8 April 2016

The Arab of the Future: A Childhood in the Middle East

By Henry Jeffreys

The Arab of the Future was first published in France in 2014 where it became a bestseller and one of the most talked about books of recent times. The British edition is published this month. It’s a memoir in graphic form by Riad Sattouf, a half French, half Syrian cartoonist. Before the book came out, he was best known in France for his strip in Charlie Hebdo called “The Secret Life of Youth” that ran from 2004 until 2014.

The memoir begins in 1978 with the birth of Riad to a French mother called Clementine here, though that’s not her real name, and Abdul-Razak, again not his real name, a Syrian studying at the Sorbonne. It is written from the perspective of the young Riad, an impish child with long blonde hair. Everything is seen through his eyes, nothing is ever explained, though sometimes snippets from TV and radio give a wider political background. Another striking technique is the use of colour to represent countries: blue for France, yellow for Libya, red for Syria and a very short green interlude on Jersey.

It is Abdul-Razak who dominates the book. He was from a poor village near Homs in Syria and yet managed to study at the Sorbonne and receive a doctorate. This is where he meets Clementine, an almost silent figure throughout whose feelings are expressed through looks and actions more than words.  The book’s title is an ironic nod to the optimistic pan-Arabism of Nasser, Riad’s father’s hero. Abdul-Razak says at one point: ‘I would change everything in the Arab world. I’d make them stop being such bigots, get educated and join the modern world.’

As is often the way with idealists, Abdul-Razak is not a likeable man. He imagines slights and racism all around him. When he’s offered an assistant professorship place at Oxford University, he turns it down because they spelt his name wrong on the letter. Instead, without thinking of his family, he accepts a place teaching in Gaddafi’s Libya. The full madness of a country in permanent revolution is brilliantly portrayed by Sattouf. They are given a house but when they go for a walk they return to find it occupied because Gaddafi has declared all property communal. ‘Libya is the most advanced country in the world. You’ll soon figure it out’ they are told.  Food is given out by the state but for weeks on end they get nothing but bananas. Abdul-Razak is being paid handsomely for his work as an assistant professor but the family decide to leave for Syria when ‘Gaddafi announced new laws forcing people to swap jobs. Teachers would now be farmers and farmers would be teachers.’

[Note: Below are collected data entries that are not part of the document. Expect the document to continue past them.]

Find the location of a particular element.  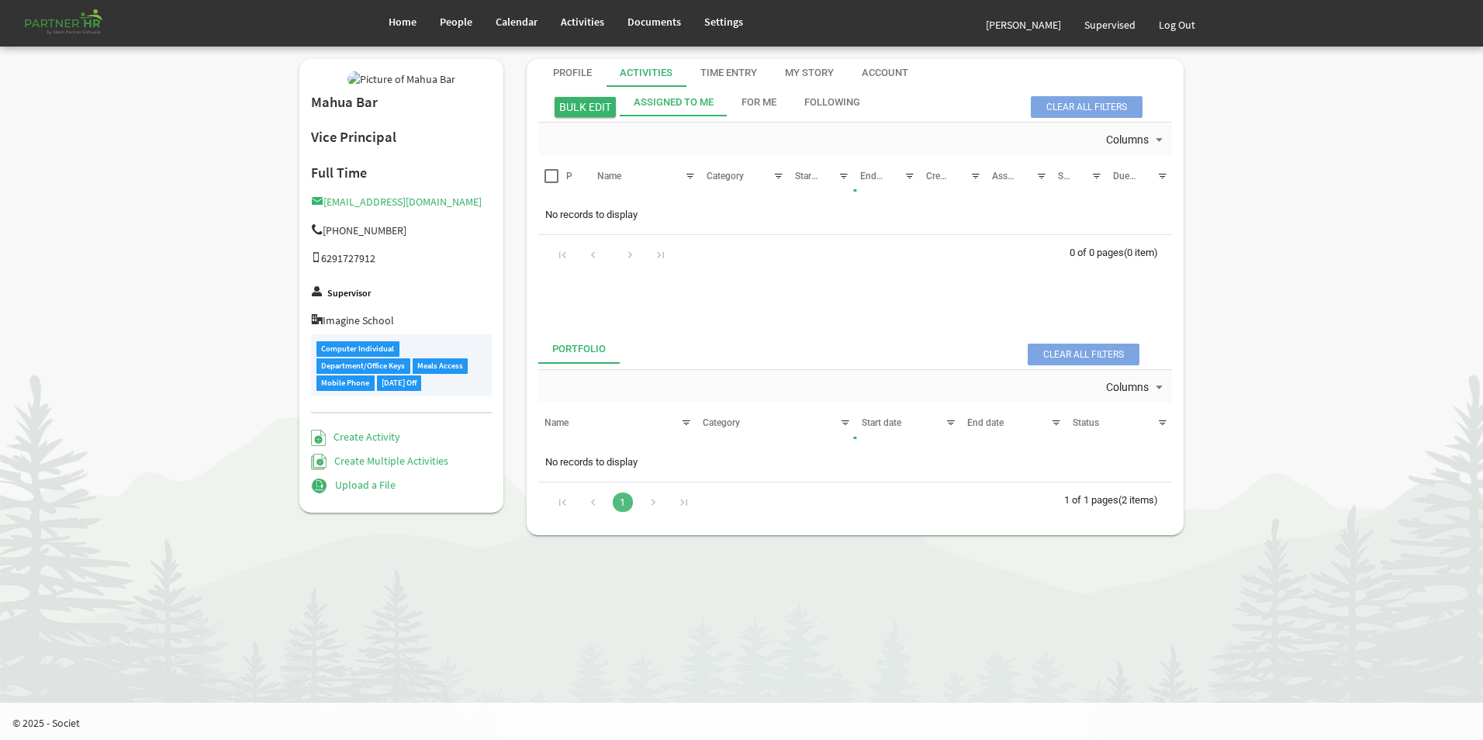

div: Following is located at coordinates (832, 102).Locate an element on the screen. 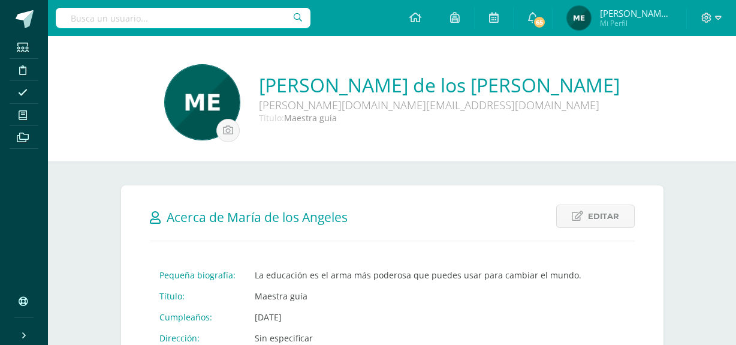  td: Cumpleaños: is located at coordinates (197, 317).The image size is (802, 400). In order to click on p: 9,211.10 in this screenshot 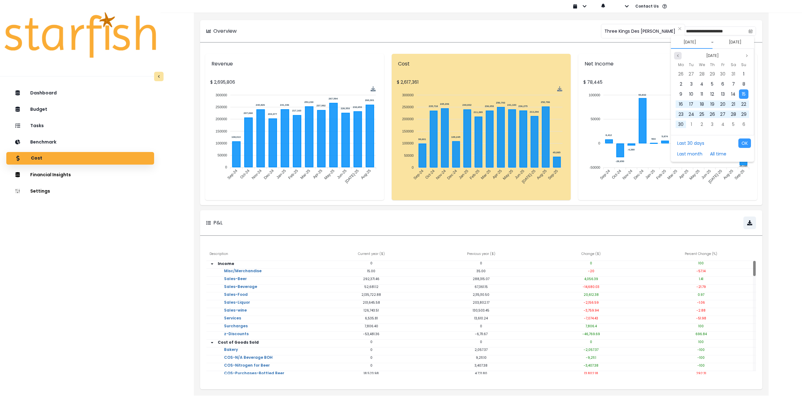, I will do `click(481, 358)`.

Libya, however, seems benign compared with Syria. In Riad’s father’s house the men and women are strictly segregated. The women eat the leftovers from the men’s plates. The village is badly built, filthy and people defecate in the streets. But what really shocks is the violence. Riad’s cousins call him ‘Yahudi!’ ( Jew) and try to attack him. Everywhere there is casual cruelty towards animals and at one point they pass some gallows in Homs laden with human bodies.  The different religions, Sunni, Shia and Christian, live separate lives. Knowing what we know now about Syria it feels very prescient. Eventually at Clementine’s insistence, the family leave Syria and return to France.

As well as being a bestseller, The Arab of the Future has generally received a rapturous critical reception though it has encountered criticism from the left for the crime of ‘orientalism’ ie pandering to a stereotyped Western view of the East. It is undoubtedly a damning portrait of the Arab world. In both Libya and Syria, there is no community. People call each other brother when they are insulting them. Riad cannot even trust his father’s family. At one point Riad notes: ‘Everyone was smiling but it was obvious that my father and my uncle hated each other.’ The shift from the optimism of the immediate postwar period is mirrored by the father. He says at one point: ‘you have to execute dangerous people before they execute you.’ Despite his claims to pan-Arabism he is at heart a Sunni chauvinist. Once in Syria, the father becomes more devout, adopts Arab dress and tried to get his son to read the Koran. He admires strongman dictators such as Saddam Hussein. He even grows a Saddam moustache because ‘all the important men have moustaches.’

The book is riven with flashes of dark humour like this. At one point Riad is given a lesson in Arabic swearing culminating in the gem, ‘fuck your father’s mother’s mother’s father.’ The comedy is frequently surreal such as when Riad, through a misunderstanding, imagines God to be the French singer Georges Brassens. The penmanship is simple and witty, oddly it reminded me of Matt in the Telegraph. Despite writing for Charlie Hebdo, Sattouf had never been an overtly political cartoonist and yet in The Arab of The Future he has said more about the problems of the Arab world than a hundred newspaper articles. The story ends in 1984 with the family about to return to Syria. The sequel is already out in France with an English edition to come in September. I can’t wait.

The Arab of the Future: A Childhood in the Middle East by Riad Sattouf trans Sam Taylor, Two Roads, is on sale for £18.99 RRP

Henry Jeffreys is an author and writer.